In my stuff...

App Versions for "Live" are pure numbers, all Devs/debug/beta contain Alpha
Characters

If  INT Version == Version { DataStore/Memcache = Live} Else
{DataStore/Memcache = Debug}

For memcache make sure to prefix or differentiate your keys in some way.

Depending on my testing often I do reads from live always and writes to the
live or debug based on version.

I often mix Java and Python between Versions so I can run performance
testing between the two.


-----Original Message-----
From: google-appengine@googlegroups.com
[mailto:google-appengine@googlegroups.com] On Behalf Of Martin Waller
Sent: Friday, September 23, 2011 1:38 AM
To: Google App Engine
Subject: [google-appengine] Managing Dev and Live versions

I was wondering what the best advice is for managing a live version of an
app and a dev version of an app?
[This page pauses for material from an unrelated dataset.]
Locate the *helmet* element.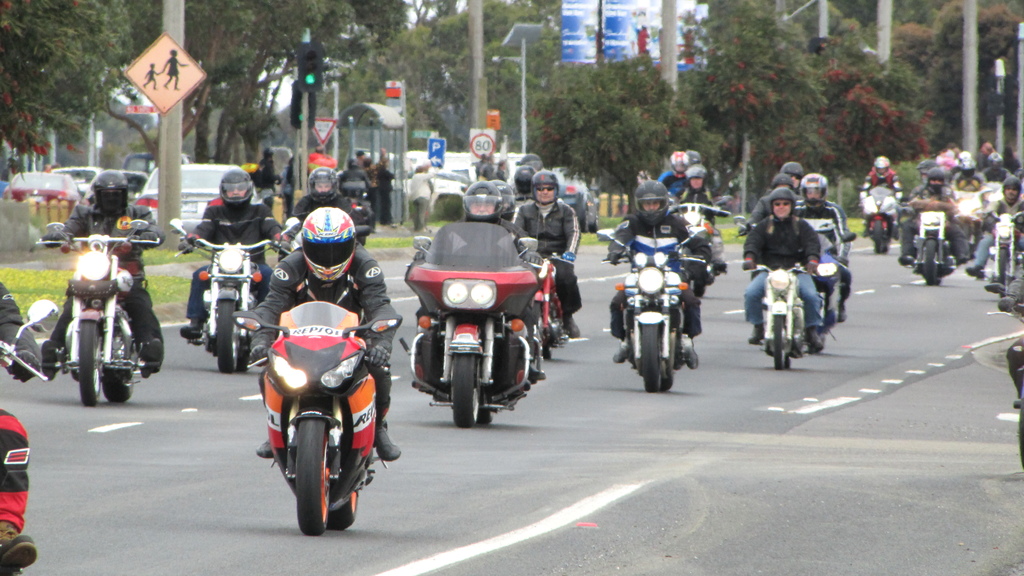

I found the following on the web:

1. App Versions are strings, not numbers Although most of the examples show
the 'version' field in app.yaml and appengine-web.xml as a number, that's
just a matter of convention. App versions can be any string that's allowed
in a URL. For example, you could call your versions "live" and "dev", and
they would be accessible at "live.latest.yourapp.appspot.com" and
"dev.latest.yourapp.appspot.com".
2. You can have multiple versions of your app running simultaneously As we
alluded to in point 1, App Engine permits you to deploy multiple versions of
your app and have them running side-by-side. All the versions share the
samedatastore and memcache, but they run in separate instances and have
different URLs. Your 'live' version always serves off yourapp.appspot.com as
well as any domains you have mapped, but all your app's versions are
accessible at version.latest.yourapp.appspot.com. Multiple versions are
particularly useful for testing a new release in a production environment,
on real data, before making it available to all your users.
Something that's less known is that the different app versions don't even
have to have the same runtime! It's perfectly fine to have one version of an
app using the Java runtime and another version of the same app using the
Python runtime.

What I don't like about this is that all the versions share the same
datastore and memcache which is fine if you want to test on live data but if
you want a test datastore where to can delete everything and go again then
it's not going to work. How do people manage this? Do they setup two
distinct apps to do this I wonder?

Many thanks for any help you can give.